Universal Scalable Robust Solvers from Computational Information Games and fast eigenspace adapted Multiresolution Analysis
This provides a foundational method for efficient numerical solvers across a wide range of linear operators, potentially impacting computational mathematics and scientific computing.
The paper tackles the problem of automating the discovery of robust, scalable numerical solvers for arbitrary bounded linear operators by reformulating it as a game theory problem, resulting in the Fast Gamblet Transform (FGT) that achieves near-linear complexity (O(N polylog N)) for solving operators and approximating eigensubspaces.
We show how the discovery of robust scalable numerical solvers for arbitrary bounded linear operators can be automated as a Game Theory problem by reformulating the process of computing with partial information and limited resources as that of playing underlying hierarchies of adversarial information games. When the solution space is a Banach space $B$ endowed with a quadratic norm $\|\cdot\|$, the optimal measure (mixed strategy) for such games (e.g. the adversarial recovery of $u\in B$, given partial measurements $[φ_i, u]$ with $φ_i\in B^*$, using relative error in $\|\cdot\|$-norm as a loss) is a centered Gaussian field $ξ$ solely determined by the norm $\|\cdot\|$, whose conditioning (on measurements) produces optimal bets. When measurements are hierarchical, the process of conditioning this Gaussian field produces a hierarchy of elementary bets (gamblets). These gamblets generalize the notion of Wavelets and Wannier functions in the sense that they are adapted to the norm $\|\cdot\|$ and induce a multi-resolution decomposition of $B$ that is adapted to the eigensubspaces of the operator defining the norm $\|\cdot\|$. When the operator is localized, we show that the resulting gamblets are localized both in space and frequency and introduce the Fast Gamblet Transform (FGT) with rigorous accuracy and (near-linear) complexity estimates. As the FFT can be used to solve and diagonalize arbitrary PDEs with constant coefficients, the FGT can be used to decompose a wide range of continuous linear operators (including arbitrary continuous linear bijections from $H^s_0$ to $H^{-s}$ or to $L^2$) into a sequence of independent linear systems with uniformly bounded condition numbers and leads to $\mathcal{O}(N \operatorname{polylog} N)$ solvers and eigenspace adapted Multiresolution Analysis (resulting in near linear complexity approximation of all eigensubspaces).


Task instructions: Among the entries below, find every line that contains the string "JSON", then copy it.

Data extracts:
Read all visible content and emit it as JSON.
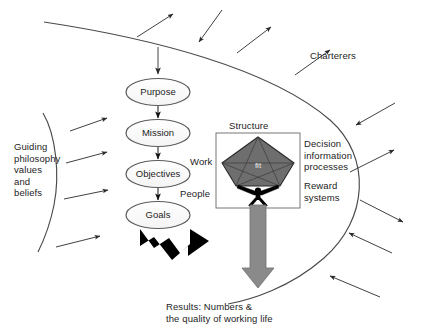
{
  "diagram": {
    "colors": {
      "stroke": "#4a4a4a",
      "text": "#1d1d1d",
      "pentagon_fill": "#6e6e6e",
      "grey_arrow": "#8a8a8a",
      "black_arrow": "#000000",
      "background": "#ffffff"
    },
    "chain": [
      {
        "label": "Purpose"
      },
      {
        "label": "Mission"
      },
      {
        "label": "Objectives"
      },
      {
        "label": "Goals"
      }
    ],
    "center_box": {
      "pentagon_label": "fit",
      "top_label": "Structure",
      "left_label": "Work",
      "bottom_left_label": "People"
    },
    "right_labels": {
      "decision": "Decision",
      "information": "information",
      "processes": "processes",
      "reward": "Reward",
      "systems": "systems"
    },
    "environment": {
      "charterers": "Charterers",
      "guiding": [
        "Guiding",
        "philosophy",
        "values",
        "and",
        "beliefs"
      ]
    },
    "results": {
      "line1": "Results: Numbers &",
      "line2": "the quality of working life"
    }
  }
}
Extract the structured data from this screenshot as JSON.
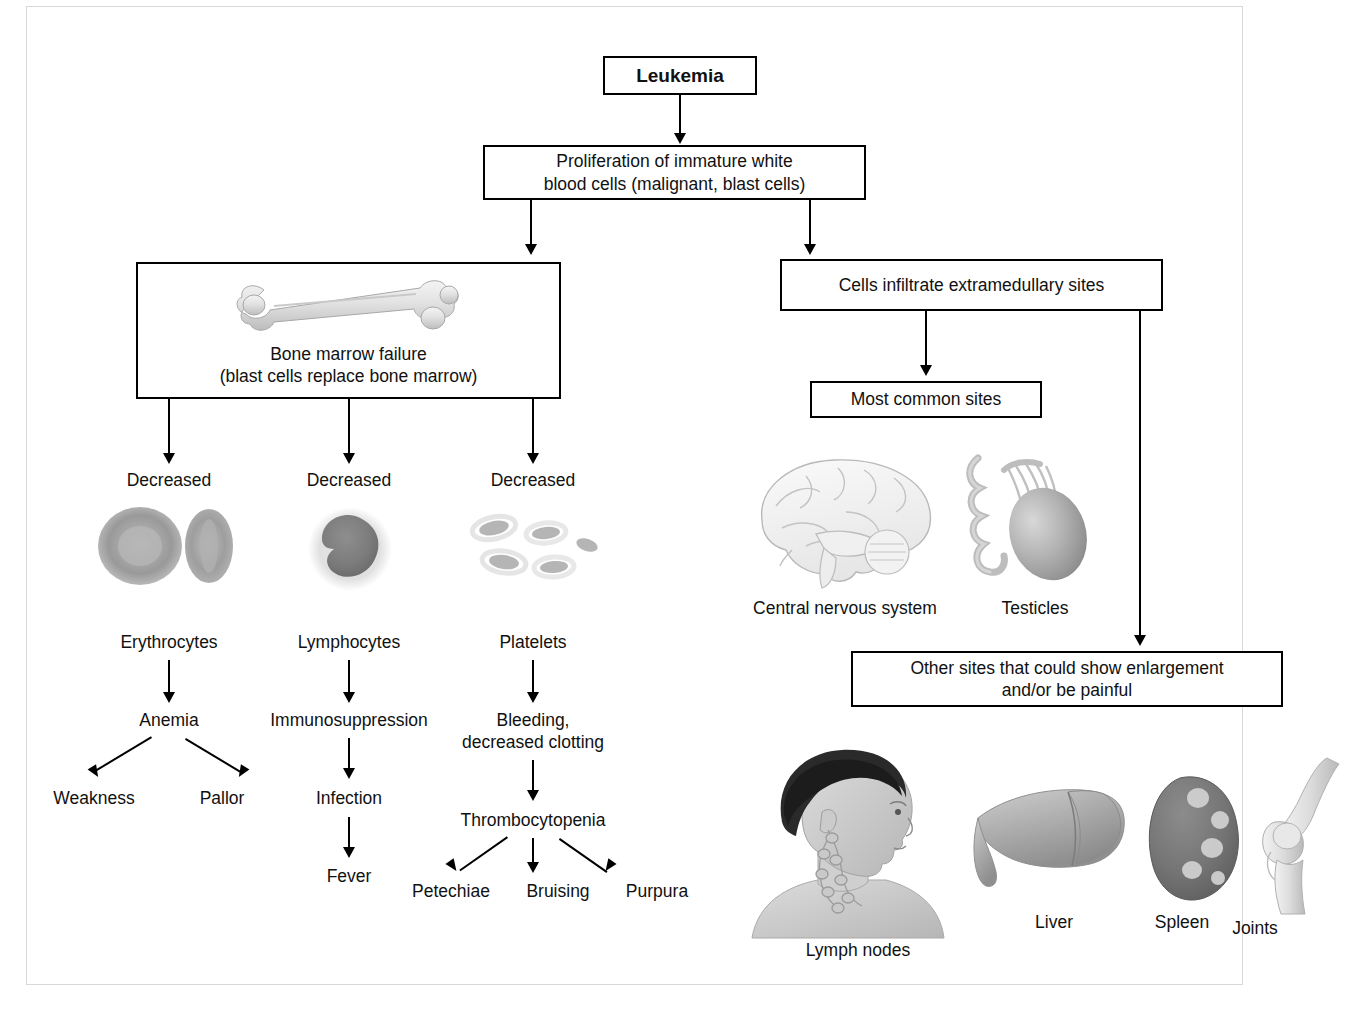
{
  "diagram": {
    "root": {
      "label": "Leukemia"
    },
    "proliferation": {
      "label": "Proliferation of immature white\nblood cells (malignant, blast cells)"
    },
    "left_branch": {
      "bone_marrow": {
        "label": "Bone marrow failure\n(blast cells replace bone marrow)",
        "icon": "long-bone-illustration"
      },
      "columns": [
        {
          "decreased": "Decreased",
          "cell_label": "Erythrocytes",
          "cell_icon": "erythrocyte-illustration",
          "effect": "Anemia",
          "outcomes": [
            "Weakness",
            "Pallor"
          ]
        },
        {
          "decreased": "Decreased",
          "cell_label": "Lymphocytes",
          "cell_icon": "lymphocyte-illustration",
          "effect": "Immunosuppression",
          "outcomes": [
            "Infection",
            "Fever"
          ]
        },
        {
          "decreased": "Decreased",
          "cell_label": "Platelets",
          "cell_icon": "platelets-illustration",
          "effect": "Bleeding,\ndecreased clotting",
          "effect2": "Thrombocytopenia",
          "outcomes": [
            "Petechiae",
            "Bruising",
            "Purpura"
          ]
        }
      ]
    },
    "right_branch": {
      "infiltrate": {
        "label": "Cells infiltrate extramedullary sites"
      },
      "most_common": {
        "label": "Most common sites"
      },
      "common_sites": [
        {
          "label": "Central nervous system",
          "icon": "brain-illustration"
        },
        {
          "label": "Testicles",
          "icon": "testicle-illustration"
        }
      ],
      "other_sites_box": {
        "label": "Other sites that could show enlargement\nand/or be painful"
      },
      "other_sites": [
        {
          "label": "Lymph nodes",
          "icon": "head-neck-lymph-nodes-illustration"
        },
        {
          "label": "Liver",
          "icon": "liver-illustration"
        },
        {
          "label": "Spleen",
          "icon": "spleen-illustration"
        },
        {
          "label": "Joints",
          "icon": "knee-joint-illustration"
        }
      ]
    }
  },
  "colors": {
    "line": "#000000",
    "frame": "#d8d8d8",
    "background": "#ffffff",
    "illustration_gray": "#9a9a9a"
  }
}
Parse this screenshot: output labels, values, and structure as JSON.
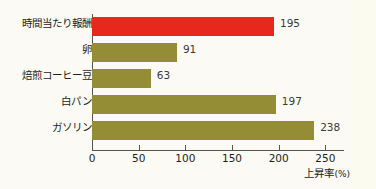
{
  "chart_data": {
    "type": "bar",
    "orientation": "horizontal",
    "title": "",
    "xlabel": "上昇率",
    "xunit": "(%)",
    "ylabel": "",
    "xlim": [
      0,
      270
    ],
    "grid": false,
    "legend": null,
    "xticks": [
      0,
      50,
      100,
      150,
      200,
      250
    ],
    "xticklabels": [
      "0",
      "50",
      "100",
      "150",
      "200",
      "250"
    ],
    "categories": [
      "時間当たり報酬",
      "卵",
      "焙煎コーヒー豆",
      "白パン",
      "ガソリン"
    ],
    "values": [
      195,
      91,
      63,
      197,
      238
    ],
    "value_labels": [
      "195",
      "91",
      "63",
      "197",
      "238"
    ],
    "bars": [
      {
        "category": "時間当たり報酬",
        "value": 195,
        "label": "195",
        "color": "#e8281c",
        "highlight": true
      },
      {
        "category": "卵",
        "value": 91,
        "label": "91",
        "color": "#948d35",
        "highlight": false
      },
      {
        "category": "焙煎コーヒー豆",
        "value": 63,
        "label": "63",
        "color": "#948d35",
        "highlight": false
      },
      {
        "category": "白パン",
        "value": 197,
        "label": "197",
        "color": "#948d35",
        "highlight": false
      },
      {
        "category": "ガソリン",
        "value": 238,
        "label": "238",
        "color": "#948d35",
        "highlight": false
      }
    ],
    "colors": {
      "highlight_bar": "#e8281c",
      "default_bar": "#948d35",
      "axis": "#55544f",
      "text": "#1d1d1b",
      "background": "#fbfaf4"
    }
  }
}
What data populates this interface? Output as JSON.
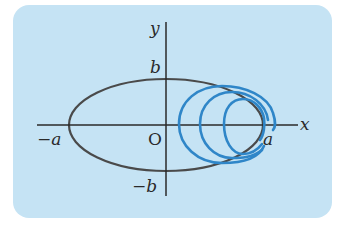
{
  "figure": {
    "background": "#c5e3f4",
    "axes": {
      "x_label": "x",
      "y_label": "y",
      "origin_label": "O",
      "ticks": {
        "pos_a": "a",
        "neg_a": "−a",
        "pos_b": "b",
        "neg_b": "−b"
      }
    },
    "ellipse": {
      "color": "#4a4a4a",
      "semi_major": "a",
      "semi_minor": "b"
    },
    "spiral": {
      "color": "#2f86c8",
      "turns": 3
    }
  }
}
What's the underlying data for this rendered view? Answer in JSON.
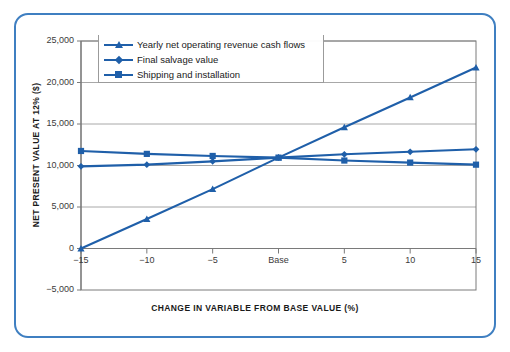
{
  "figure": {
    "frame_color": "#3f7fc1",
    "series_color": "#1f5fa9",
    "grid_color": "#a8a8a8",
    "axis_color": "#7a7a7a"
  },
  "chart_data": {
    "type": "line",
    "title": "",
    "xlabel": "CHANGE IN VARIABLE FROM BASE VALUE (%)",
    "ylabel": "NET PRESENT VALUE AT 12% ($)",
    "x": [
      -15,
      -10,
      -5,
      0,
      5,
      10,
      15
    ],
    "xtick_labels": [
      "−15",
      "−10",
      "−5",
      "Base",
      "5",
      "10",
      "15"
    ],
    "ytick_labels": [
      "25,000",
      "20,000",
      "15,000",
      "10,000",
      "5,000",
      "0",
      "−5,000"
    ],
    "ytick_values": [
      25000,
      20000,
      15000,
      10000,
      5000,
      0,
      -5000
    ],
    "xlim": [
      -15,
      15
    ],
    "ylim": [
      -5000,
      25000
    ],
    "grid": true,
    "legend_position": "upper-left-inside",
    "series": [
      {
        "name": "Yearly net operating revenue cash flows",
        "marker": "triangle",
        "values": [
          0,
          3550,
          7150,
          10950,
          14600,
          18200,
          21800
        ]
      },
      {
        "name": "Final salvage value",
        "marker": "diamond",
        "values": [
          9900,
          10100,
          10500,
          10950,
          11350,
          11650,
          11950
        ]
      },
      {
        "name": "Shipping and installation",
        "marker": "square",
        "values": [
          11750,
          11400,
          11150,
          10950,
          10600,
          10350,
          10100
        ]
      }
    ]
  }
}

Output:
Read all visible content and emit it as JSON.
Extract the structured data from this screenshot as JSON.
Parse this screenshot: output labels, values, and structure as JSON.
What data populates this interface? Output as JSON.
What's the underlying data for this rendered view? Answer in JSON.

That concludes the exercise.